The average temperature for the month was 9.1 degrees compared to 9.5 last year, the ten year normal of 9.4 and the fifty year average of 8.6. The persistent rainfall was above normal with 107 mms. or 4.2 inches falling on 19 of the available 31 days leaving few days to do any drying.
This amount of precipitation would not cause a problem usually but it followed 43 mms. or 1.7 inches in the last three days of September. The combination, within 34 days, caused the tile drains to begin to run and the field surfaces to become quite soft and muddy. Rainfall for the summer was highly variable within a few miles.
I reported earlier that the Ormstown station had only 91 mms. between April 14 and July 10, a period during which all crops were desperate for water and now the station has 107 mms. in one month only. Obviously, we can’t order the exact weather we would like to have since there would never be agreement and we would be blaming each other instead of “mother nature”. Some things must be left to a higher power and we must make the best of it.
Soybeans seemed to make the best of the weather swings producing reported yields of between 1.5 to 1.8 tonnes per acre. Grain corn, on the other hand, was more affected by the extremes with some areas, which received timely rain, producing around five tonne per acre while those most affected by drought, which included mine, produced a more disappointing four tonnes. It could have been much worse if the rain had not begun on July 11 before pollination.

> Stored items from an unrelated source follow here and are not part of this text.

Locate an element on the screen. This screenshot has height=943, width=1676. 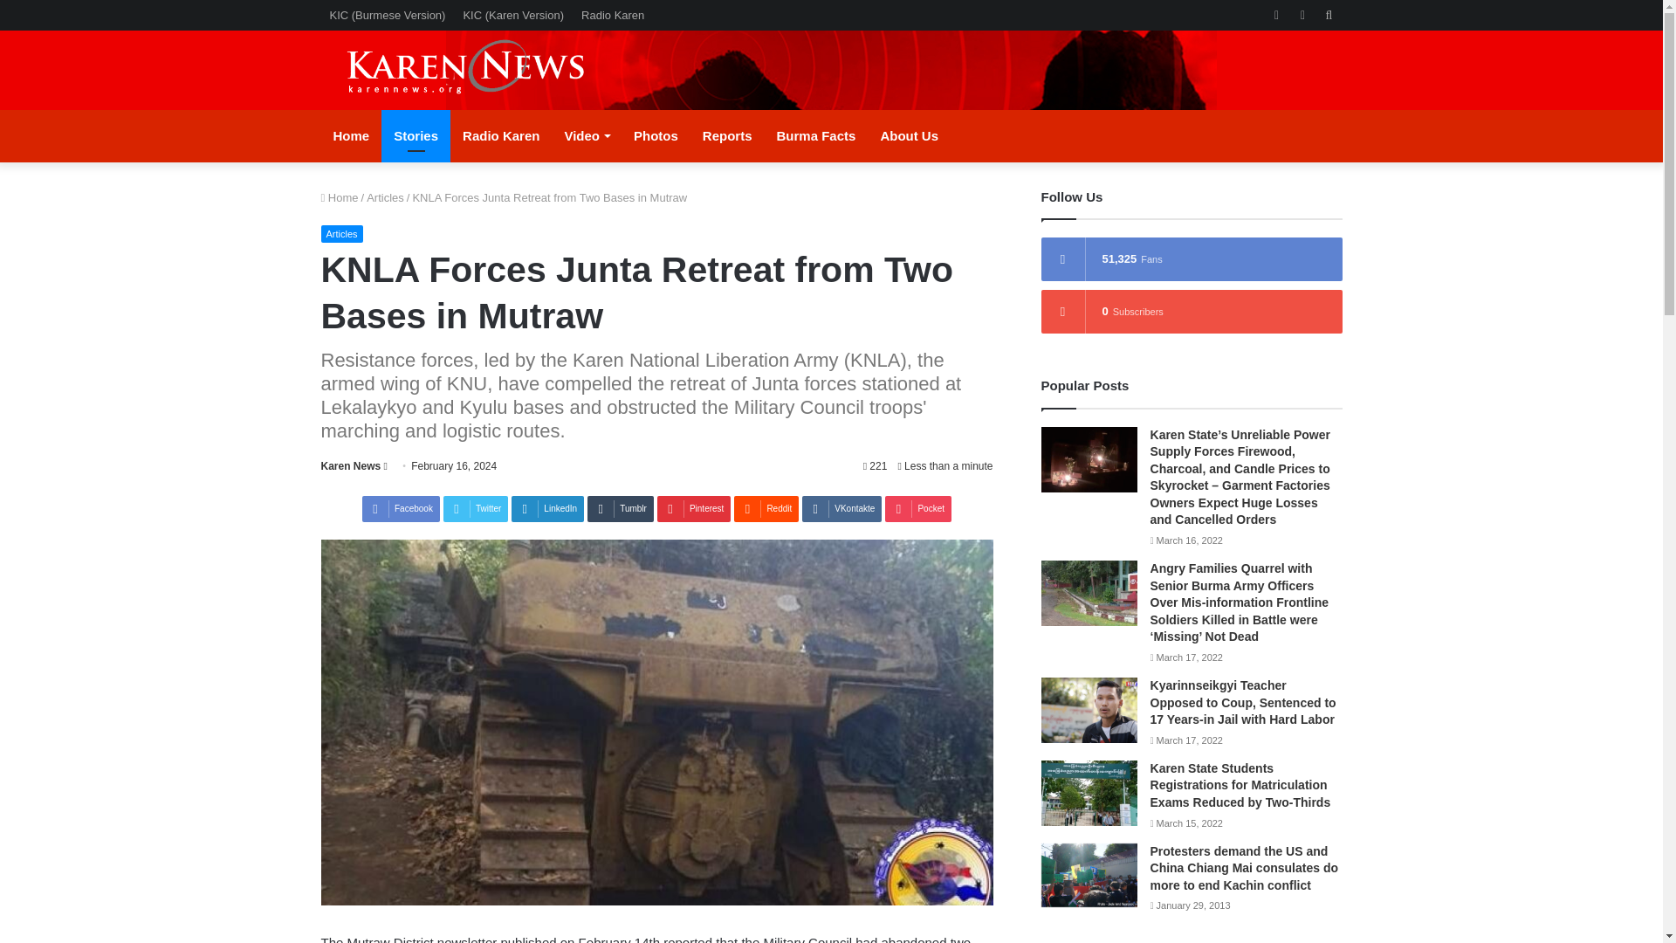
Karen News is located at coordinates (482, 70).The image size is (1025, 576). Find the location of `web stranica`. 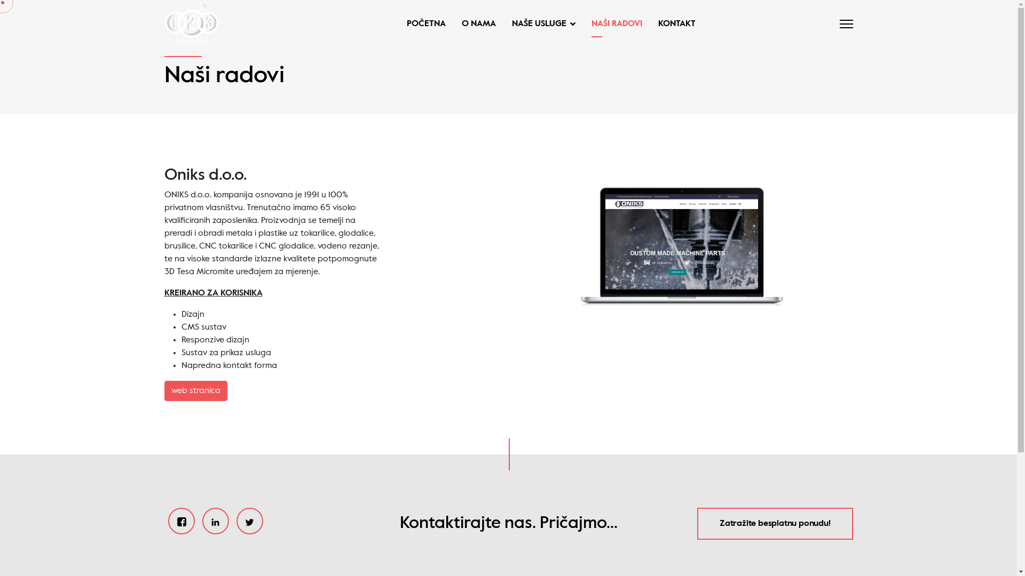

web stranica is located at coordinates (196, 391).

On the other hand, four tonnes is twice what we used to produce fifty years ago. During the fifty years, I have never seen a situation like this year at harvest time when the corn was so short that I could look over the top of the canopy while sitting on my small, old tractors. Pasture and forage
crops, which had been in short supply during the dry summer, have ended with a normal year due to the abundant late summer and fall rain.